Updated On: 06 February, 2022 08:54 AM IST | Mumbai | Jane Borges
A theatre and film actress’ phenomenal work in helping single-handedly build schools in Maharashtra’s Aurangabad tehsil is a story of perseverance rare in the glamour world

Rajshri Deshpande with students at the recently constructed Zilla Parishad Primary School in Pandhari
In 2018, when Sacred Games made its startling debut on Netflix, actress Rajshri Deshpande, who was cast as Subhadra, wife of the antagonist Ganesh Gaitonde (Nawazuddin Siddiqui), was working overtime in Pandhari village in the Aurangabad tehsil. She remembers having to skip being part of the crime web-series’ media promotions, and even holding back on several new film offers that followed its success, because she had made a promise to the villagers. Deshpande, at the time, was in the midst of rebuilding the Zilla Parishad Primary School in Pandhari, home to around 75 children. The dilapidated building meant that the kids were studying in the open grounds or under a tree.
Having worked in the village through her NGO Nabhangan Foundation for nearly five years, the actor had felt an almost desperate need to provide a pucca structure to the children. “I had appealed to the local authorities, but they didn’t seem to have the budget for it,” she says. On an impulse, Deshpande remembers telling them that she would take up the cause. “I wasn’t an educator or architect. I didn’t even know what it takes to build a school,” she tells us. And yet, two years later, Deshpande had managed to raise Rs 60 lakh and gift a new school to the kids of Pandhari. Today, the Zilla Parishad school is home to nearly 125 kids.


Every line from the one containing "Output a JSON" to the end of the records below, written out word for word, is the whole answer.

Records from a data collection:

⟨

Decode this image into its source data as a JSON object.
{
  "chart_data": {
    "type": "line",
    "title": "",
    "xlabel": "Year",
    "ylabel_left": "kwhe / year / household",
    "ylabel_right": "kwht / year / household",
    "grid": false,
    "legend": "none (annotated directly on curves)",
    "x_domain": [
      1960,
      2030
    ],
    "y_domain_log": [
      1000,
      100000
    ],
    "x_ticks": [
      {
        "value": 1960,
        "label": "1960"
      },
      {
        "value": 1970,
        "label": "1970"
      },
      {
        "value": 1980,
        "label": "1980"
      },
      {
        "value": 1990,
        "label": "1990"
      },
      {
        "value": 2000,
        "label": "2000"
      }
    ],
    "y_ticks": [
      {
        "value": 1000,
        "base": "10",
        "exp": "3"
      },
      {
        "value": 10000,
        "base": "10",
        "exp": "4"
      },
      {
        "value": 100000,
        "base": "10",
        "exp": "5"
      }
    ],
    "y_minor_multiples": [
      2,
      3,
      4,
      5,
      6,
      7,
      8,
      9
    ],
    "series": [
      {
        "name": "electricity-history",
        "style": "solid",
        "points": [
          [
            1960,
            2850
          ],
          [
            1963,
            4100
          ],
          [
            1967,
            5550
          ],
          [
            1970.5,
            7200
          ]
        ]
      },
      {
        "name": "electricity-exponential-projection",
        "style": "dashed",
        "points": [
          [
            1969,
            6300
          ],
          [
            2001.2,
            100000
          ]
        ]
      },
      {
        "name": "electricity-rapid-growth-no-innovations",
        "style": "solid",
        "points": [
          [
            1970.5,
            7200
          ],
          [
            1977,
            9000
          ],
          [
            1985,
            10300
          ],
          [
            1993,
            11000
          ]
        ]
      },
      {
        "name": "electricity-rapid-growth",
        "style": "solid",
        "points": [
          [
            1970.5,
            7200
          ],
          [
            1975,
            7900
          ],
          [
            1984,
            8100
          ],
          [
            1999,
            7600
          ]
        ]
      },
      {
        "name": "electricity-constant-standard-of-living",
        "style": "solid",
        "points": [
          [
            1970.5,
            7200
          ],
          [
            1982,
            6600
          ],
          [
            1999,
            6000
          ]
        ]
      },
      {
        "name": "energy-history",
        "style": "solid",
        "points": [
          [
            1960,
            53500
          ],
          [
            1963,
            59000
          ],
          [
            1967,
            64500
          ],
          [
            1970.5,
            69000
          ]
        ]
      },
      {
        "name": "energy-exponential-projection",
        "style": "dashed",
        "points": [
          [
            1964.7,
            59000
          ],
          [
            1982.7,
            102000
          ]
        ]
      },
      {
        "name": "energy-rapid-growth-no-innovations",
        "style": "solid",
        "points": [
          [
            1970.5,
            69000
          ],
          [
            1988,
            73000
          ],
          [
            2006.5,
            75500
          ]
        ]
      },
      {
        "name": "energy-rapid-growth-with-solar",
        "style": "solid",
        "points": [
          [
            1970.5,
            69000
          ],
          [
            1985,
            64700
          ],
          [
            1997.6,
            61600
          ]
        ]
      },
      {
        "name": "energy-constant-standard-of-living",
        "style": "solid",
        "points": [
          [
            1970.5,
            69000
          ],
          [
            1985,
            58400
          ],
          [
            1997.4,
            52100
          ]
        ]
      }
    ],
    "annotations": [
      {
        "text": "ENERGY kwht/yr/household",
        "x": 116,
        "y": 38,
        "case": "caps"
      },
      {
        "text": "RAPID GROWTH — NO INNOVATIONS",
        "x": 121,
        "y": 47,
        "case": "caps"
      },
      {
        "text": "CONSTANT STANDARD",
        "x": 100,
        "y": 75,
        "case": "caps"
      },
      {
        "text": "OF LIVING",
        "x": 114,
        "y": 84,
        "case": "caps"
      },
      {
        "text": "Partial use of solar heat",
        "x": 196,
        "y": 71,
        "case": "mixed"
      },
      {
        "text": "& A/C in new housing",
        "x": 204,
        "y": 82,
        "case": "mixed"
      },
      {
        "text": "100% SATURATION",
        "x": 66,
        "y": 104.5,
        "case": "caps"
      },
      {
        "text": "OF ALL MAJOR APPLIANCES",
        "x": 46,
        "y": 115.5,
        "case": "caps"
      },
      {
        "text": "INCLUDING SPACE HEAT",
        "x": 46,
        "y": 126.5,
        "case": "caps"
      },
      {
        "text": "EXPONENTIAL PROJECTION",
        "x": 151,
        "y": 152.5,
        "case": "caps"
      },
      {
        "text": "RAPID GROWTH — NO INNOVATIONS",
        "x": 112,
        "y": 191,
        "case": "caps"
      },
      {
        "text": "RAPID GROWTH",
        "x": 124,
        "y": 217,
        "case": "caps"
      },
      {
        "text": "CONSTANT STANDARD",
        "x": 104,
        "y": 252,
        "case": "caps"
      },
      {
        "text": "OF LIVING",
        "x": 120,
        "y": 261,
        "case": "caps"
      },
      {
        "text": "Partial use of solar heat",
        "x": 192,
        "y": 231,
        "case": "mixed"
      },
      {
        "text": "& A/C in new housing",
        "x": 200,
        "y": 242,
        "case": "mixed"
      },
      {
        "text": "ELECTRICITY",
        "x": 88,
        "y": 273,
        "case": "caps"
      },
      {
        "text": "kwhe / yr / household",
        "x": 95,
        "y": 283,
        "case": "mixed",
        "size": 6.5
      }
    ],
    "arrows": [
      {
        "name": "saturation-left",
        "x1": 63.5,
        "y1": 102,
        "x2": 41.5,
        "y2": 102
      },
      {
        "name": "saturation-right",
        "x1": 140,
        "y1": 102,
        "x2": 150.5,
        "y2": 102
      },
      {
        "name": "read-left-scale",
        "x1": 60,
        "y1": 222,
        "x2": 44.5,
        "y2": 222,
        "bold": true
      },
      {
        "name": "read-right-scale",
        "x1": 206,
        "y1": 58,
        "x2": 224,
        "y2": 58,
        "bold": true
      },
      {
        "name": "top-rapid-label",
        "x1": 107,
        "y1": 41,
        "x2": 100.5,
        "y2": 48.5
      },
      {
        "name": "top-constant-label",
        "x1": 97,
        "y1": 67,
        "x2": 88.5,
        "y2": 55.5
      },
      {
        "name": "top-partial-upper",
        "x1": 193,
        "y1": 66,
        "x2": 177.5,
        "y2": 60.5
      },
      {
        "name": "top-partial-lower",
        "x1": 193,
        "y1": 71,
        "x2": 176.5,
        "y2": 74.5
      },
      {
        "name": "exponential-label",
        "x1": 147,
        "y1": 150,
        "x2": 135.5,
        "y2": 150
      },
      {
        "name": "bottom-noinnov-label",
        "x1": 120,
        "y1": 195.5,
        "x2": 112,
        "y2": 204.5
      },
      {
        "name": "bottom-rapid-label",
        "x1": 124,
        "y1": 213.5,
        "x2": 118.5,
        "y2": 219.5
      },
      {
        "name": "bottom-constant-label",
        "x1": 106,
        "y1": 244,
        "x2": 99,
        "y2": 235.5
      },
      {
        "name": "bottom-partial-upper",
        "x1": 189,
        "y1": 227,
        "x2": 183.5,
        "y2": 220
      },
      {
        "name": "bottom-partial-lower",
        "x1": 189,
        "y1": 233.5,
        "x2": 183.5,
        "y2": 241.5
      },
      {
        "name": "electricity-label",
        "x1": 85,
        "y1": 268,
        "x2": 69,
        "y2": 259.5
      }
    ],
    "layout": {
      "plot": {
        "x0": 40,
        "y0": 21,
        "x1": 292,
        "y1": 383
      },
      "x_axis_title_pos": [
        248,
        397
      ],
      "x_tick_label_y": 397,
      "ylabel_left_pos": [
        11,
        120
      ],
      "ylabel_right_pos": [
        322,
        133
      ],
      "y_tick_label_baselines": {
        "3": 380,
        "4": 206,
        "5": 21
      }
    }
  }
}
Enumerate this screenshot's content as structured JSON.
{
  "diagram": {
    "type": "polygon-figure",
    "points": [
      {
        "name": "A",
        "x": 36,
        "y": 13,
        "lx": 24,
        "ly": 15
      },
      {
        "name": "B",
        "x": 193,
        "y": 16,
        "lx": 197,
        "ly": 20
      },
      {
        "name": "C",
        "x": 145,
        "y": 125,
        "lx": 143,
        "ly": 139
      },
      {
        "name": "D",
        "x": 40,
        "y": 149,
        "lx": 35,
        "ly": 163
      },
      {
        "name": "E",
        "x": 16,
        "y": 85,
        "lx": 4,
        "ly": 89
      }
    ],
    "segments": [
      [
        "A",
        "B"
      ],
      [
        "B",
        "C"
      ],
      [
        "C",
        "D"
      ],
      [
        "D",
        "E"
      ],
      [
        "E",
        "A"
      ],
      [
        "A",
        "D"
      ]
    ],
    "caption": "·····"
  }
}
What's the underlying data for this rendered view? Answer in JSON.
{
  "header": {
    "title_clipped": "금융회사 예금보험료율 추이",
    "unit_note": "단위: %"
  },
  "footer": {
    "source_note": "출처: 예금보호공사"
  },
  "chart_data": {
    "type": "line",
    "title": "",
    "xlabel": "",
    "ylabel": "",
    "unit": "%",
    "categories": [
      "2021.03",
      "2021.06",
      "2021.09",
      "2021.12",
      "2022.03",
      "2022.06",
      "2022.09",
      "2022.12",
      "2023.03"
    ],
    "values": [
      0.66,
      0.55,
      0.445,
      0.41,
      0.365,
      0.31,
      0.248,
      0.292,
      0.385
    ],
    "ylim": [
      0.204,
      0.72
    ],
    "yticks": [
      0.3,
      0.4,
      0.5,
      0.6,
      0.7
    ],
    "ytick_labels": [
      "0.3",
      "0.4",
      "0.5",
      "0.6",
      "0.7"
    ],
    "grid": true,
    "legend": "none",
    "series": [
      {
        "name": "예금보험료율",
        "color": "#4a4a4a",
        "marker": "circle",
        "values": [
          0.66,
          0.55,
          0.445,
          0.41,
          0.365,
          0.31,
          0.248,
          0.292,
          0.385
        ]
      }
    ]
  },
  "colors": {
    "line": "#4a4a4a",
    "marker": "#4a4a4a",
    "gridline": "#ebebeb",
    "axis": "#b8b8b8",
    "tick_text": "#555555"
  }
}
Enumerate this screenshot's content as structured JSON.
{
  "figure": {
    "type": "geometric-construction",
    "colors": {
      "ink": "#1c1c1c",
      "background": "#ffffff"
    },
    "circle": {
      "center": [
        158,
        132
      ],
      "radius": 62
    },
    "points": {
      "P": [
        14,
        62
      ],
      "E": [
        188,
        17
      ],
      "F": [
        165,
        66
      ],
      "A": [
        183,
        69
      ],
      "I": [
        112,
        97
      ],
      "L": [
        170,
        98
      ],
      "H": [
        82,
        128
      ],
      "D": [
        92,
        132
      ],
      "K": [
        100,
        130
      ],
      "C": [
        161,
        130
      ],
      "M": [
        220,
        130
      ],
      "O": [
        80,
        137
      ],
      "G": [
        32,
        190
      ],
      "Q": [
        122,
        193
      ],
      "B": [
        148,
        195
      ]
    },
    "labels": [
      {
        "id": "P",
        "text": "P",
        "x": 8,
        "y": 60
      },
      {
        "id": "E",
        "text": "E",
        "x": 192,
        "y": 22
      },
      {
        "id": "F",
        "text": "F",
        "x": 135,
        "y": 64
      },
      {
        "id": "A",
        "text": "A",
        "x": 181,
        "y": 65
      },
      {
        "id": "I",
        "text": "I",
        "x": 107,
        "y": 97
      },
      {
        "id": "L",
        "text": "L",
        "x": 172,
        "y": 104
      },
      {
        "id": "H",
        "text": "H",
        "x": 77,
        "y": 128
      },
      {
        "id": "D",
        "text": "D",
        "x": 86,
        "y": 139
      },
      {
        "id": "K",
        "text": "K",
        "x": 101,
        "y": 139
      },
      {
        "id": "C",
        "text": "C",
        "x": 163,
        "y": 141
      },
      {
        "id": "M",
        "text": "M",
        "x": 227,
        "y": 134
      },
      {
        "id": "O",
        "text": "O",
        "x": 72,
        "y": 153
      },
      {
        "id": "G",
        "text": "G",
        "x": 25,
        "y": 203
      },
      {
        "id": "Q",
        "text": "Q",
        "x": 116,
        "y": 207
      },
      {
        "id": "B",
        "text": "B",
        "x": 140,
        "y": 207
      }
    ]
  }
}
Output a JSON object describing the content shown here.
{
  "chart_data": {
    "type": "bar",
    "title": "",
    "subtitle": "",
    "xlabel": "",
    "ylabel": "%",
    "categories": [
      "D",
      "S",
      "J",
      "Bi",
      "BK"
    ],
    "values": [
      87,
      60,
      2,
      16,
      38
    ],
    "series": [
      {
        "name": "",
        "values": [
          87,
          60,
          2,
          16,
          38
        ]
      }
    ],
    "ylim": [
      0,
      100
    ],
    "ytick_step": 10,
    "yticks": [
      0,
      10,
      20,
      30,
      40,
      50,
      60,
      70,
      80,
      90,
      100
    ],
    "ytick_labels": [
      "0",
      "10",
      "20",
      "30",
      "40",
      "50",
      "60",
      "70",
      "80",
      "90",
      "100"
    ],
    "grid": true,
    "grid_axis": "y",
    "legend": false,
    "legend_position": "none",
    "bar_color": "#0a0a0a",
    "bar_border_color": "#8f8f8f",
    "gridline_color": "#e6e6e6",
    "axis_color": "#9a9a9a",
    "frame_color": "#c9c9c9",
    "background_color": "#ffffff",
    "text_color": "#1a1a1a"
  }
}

⟩

> RESULT FOR THIS TASK:
Output a JSON object describing the content shown here.
{
  "chart_data": {
    "type": "bar",
    "title": "",
    "subtitle": "",
    "xlabel": "",
    "ylabel": "%",
    "categories": [
      "D",
      "S",
      "J",
      "Bi",
      "BK"
    ],
    "values": [
      87,
      60,
      2,
      16,
      38
    ],
    "series": [
      {
        "name": "",
        "values": [
          87,
          60,
          2,
          16,
          38
        ]
      }
    ],
    "ylim": [
      0,
      100
    ],
    "ytick_step": 10,
    "yticks": [
      0,
      10,
      20,
      30,
      40,
      50,
      60,
      70,
      80,
      90,
      100
    ],
    "ytick_labels": [
      "0",
      "10",
      "20",
      "30",
      "40",
      "50",
      "60",
      "70",
      "80",
      "90",
      "100"
    ],
    "grid": true,
    "grid_axis": "y",
    "legend": false,
    "legend_position": "none",
    "bar_color": "#0a0a0a",
    "bar_border_color": "#8f8f8f",
    "gridline_color": "#e6e6e6",
    "axis_color": "#9a9a9a",
    "frame_color": "#c9c9c9",
    "background_color": "#ffffff",
    "text_color": "#1a1a1a"
  }
}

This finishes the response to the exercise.